(Record extracts begins)

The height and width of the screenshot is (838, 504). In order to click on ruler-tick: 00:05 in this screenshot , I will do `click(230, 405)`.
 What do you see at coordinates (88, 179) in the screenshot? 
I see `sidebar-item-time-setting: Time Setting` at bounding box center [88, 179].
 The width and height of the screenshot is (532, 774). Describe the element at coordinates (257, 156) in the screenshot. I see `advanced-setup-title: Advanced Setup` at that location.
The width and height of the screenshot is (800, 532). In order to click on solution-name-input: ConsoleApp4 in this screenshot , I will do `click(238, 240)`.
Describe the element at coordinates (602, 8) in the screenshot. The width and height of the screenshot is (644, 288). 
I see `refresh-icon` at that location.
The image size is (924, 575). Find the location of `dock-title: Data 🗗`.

(Record extracts ends)

### [Task brief]
Beginning at the line that holds "Describe the element at coordinates (602, 8)", reproduce the lines exactly up to and including the final line of the entries.

### [Exercise answer]
Describe the element at coordinates (602, 8) in the screenshot. The width and height of the screenshot is (644, 288). 
I see `refresh-icon` at that location.
The image size is (924, 575). Find the location of `dock-title: Data 🗗`.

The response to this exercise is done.